2018 Mobile Strategy Research Reveals the Value of UEM

Topics: Enterprise Mobility Management (EMM) Mobile Strategy

Vox continues to proudly support Mobile Thought Leaders (MTL), a global organization of peers sharing insights and experiences in mobility. MTL members gathered for an MTL Online event to review the findings of the 2018 MTL Strategy Research. Vox Mobile and VMware sponsored the report, which is available here: http://go.www.voxmobile.com/2018-mobile-strategy-wp.

The panel discussion included the thoughts and insights from:

  • Vox Mobile’s Harjot Sidhu joining from Vancouver, British Columbia,
  • VMware VP Jeff Mitchell, in Atlanta
  • DXTL Managing Director Jim Haviland leading the discussion from Hollywood.

The panel talked through all five of the themes that were teased out of the research study and presented in the whitepaper, which is still available here:

The panel discussed the findings represented in the themes but also offered a number of interesting insights based on their most recent experiences across hundreds of organizations.


1. Mobility and Digital Transformation are a strategic priority for most organizations

The panel focused on the parallel maturing of organizations’ approach to mobility with the maturing of one of the central technologies in mobile programs, the Mobile Device Management, EMM, or now UEM.  Unified Endpoint Management (UEM) continues to evolve quickly but as it continues to be the central approach to managing device deployments, access controls, and security monitoring for all devices – mobile, laptops, tablets, etc, it is also a far more strategic tool.  Both Harjot and Jeff offered stories of organizations who were able to transition from supporting their initiatives with EMM to using this infrastructure system to provide valuable feedback on usage patterns, work processes and security usability leading to significant improvements to business process, satisfaction of workers, and even elimination of redundant hardware. This suggests a very different role for IT, moving away from managing infrastructure to finding ways to use technology to enhance the business and interpret the data to provide new insights as we see in the next theme.


2. Business Lines Sidestep IT to address specific mobile needs

As most of the workforce now carries a smartphone, they tend to develop strong feelings around the notion that there should be apps for the things they do at work.  With IT barely funded and certainly not staffed for much more than keeping the lights on, it can be seen as more of an impediment to innovation than a partner in transformation. The panel provided examples of organizations moving away from trying to reign in rogue projects and shadow IT to developing programs that offer tools and systems to make department-funded and focused projects easier to implement, more secure, and with far less financial risk and organizational pain.

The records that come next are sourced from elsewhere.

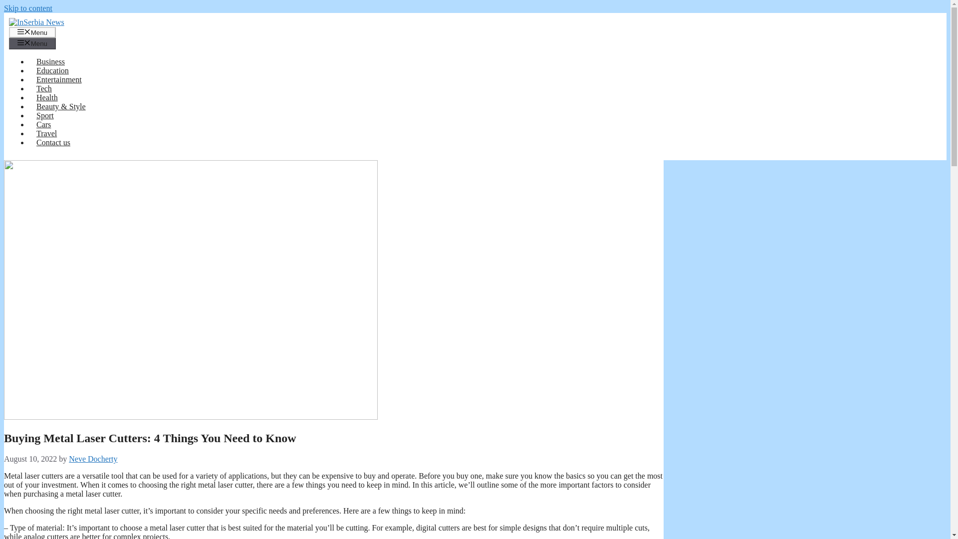 This screenshot has width=958, height=539. What do you see at coordinates (28, 8) in the screenshot?
I see `Skip to content` at bounding box center [28, 8]. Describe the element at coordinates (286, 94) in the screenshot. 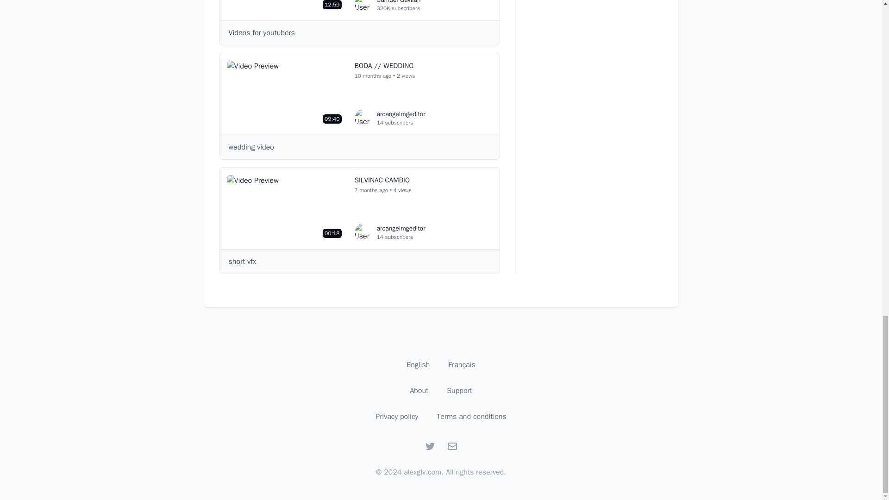

I see `09:40` at that location.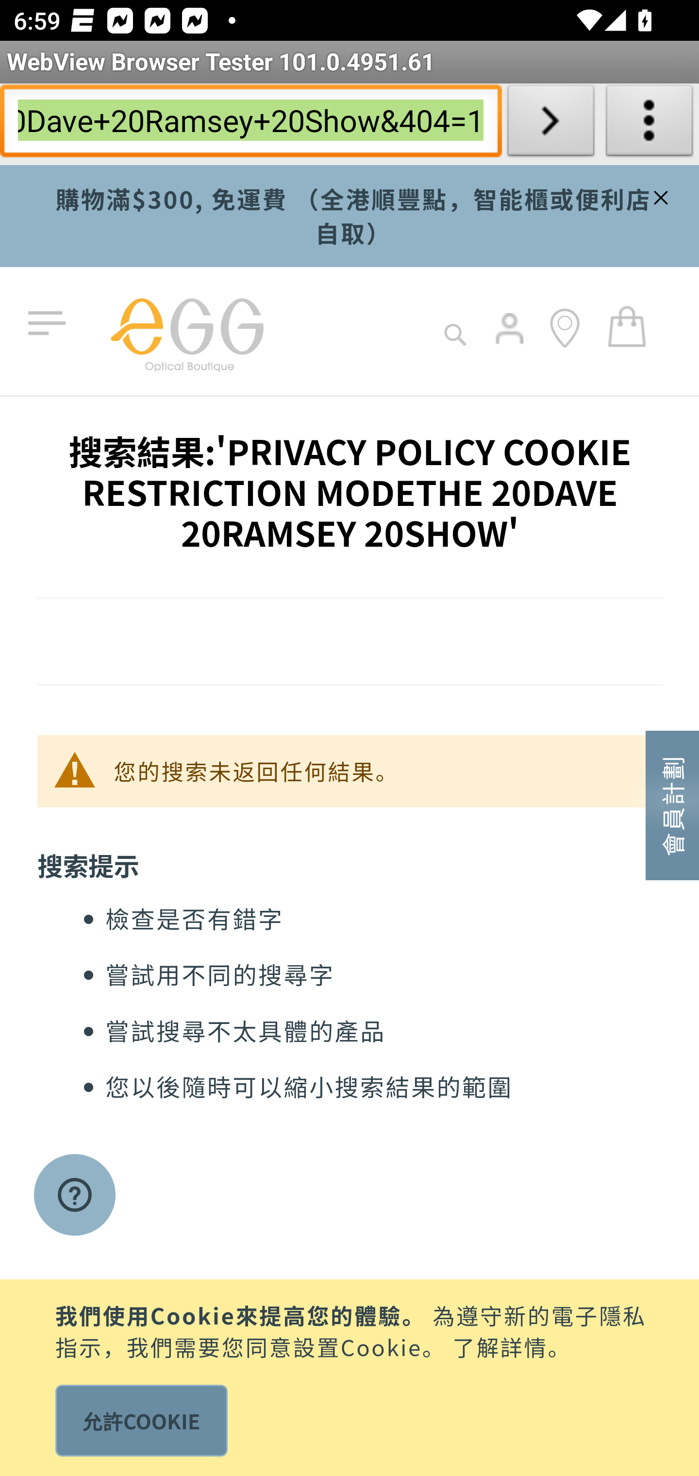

3. With personal mobility a foregone conclusion, other infrastructure and technologies are gaining focus

Along with the new roles IT is playing, new systems and processes are taking the focus.  The security mechanisms for new apps and cloud systems require new methods of threat detection, including app testing of both internal apps (that may be full of security holes from developer-inserted tools or APIs) and external apps that contain code from shared libraries that may contain exploits that are initially hard to detect.  This requires new approaches to monitoring and access.  The panel discussed the increasing importance and sophistication of Identity and Access Management (IAM) and the layers of governance decisions that can make the organization safer while also making access easier for workers.  Automating “situational awareness” is key and getting easier as all the tool mature to meet the new challenges.


4. Security and support are high IT priorities, but tackling them is getting more complex

Budget challenges continue to force tough choices in IT and security organizations.  CIOs know they have real threats throughout the organization, but they are forced to make calculated risks and invest only where the threat feels imminent.  The panel offered hope both in the advancement of artificial intelligence tools for identifying and responding to new threats in real time but also in a broadening awareness amongst all stakeholders of the changing nature of security and the very real requirement that individual actions and awareness are key to success and increasingly evident in organizations.


5. Enterprise mobility is being advanced by small, incremental steps, yet offering big returns

Thought the panelists disagreed as to how much of the work happening in organizations are big steps or small advances, all agreed that returns have become easier for organizations to recognize and that no one questions the need for more apps and digital transformation though there is still much debate on the degree to which an organization should invest, the path to better outcomes and how to calculate the ROI.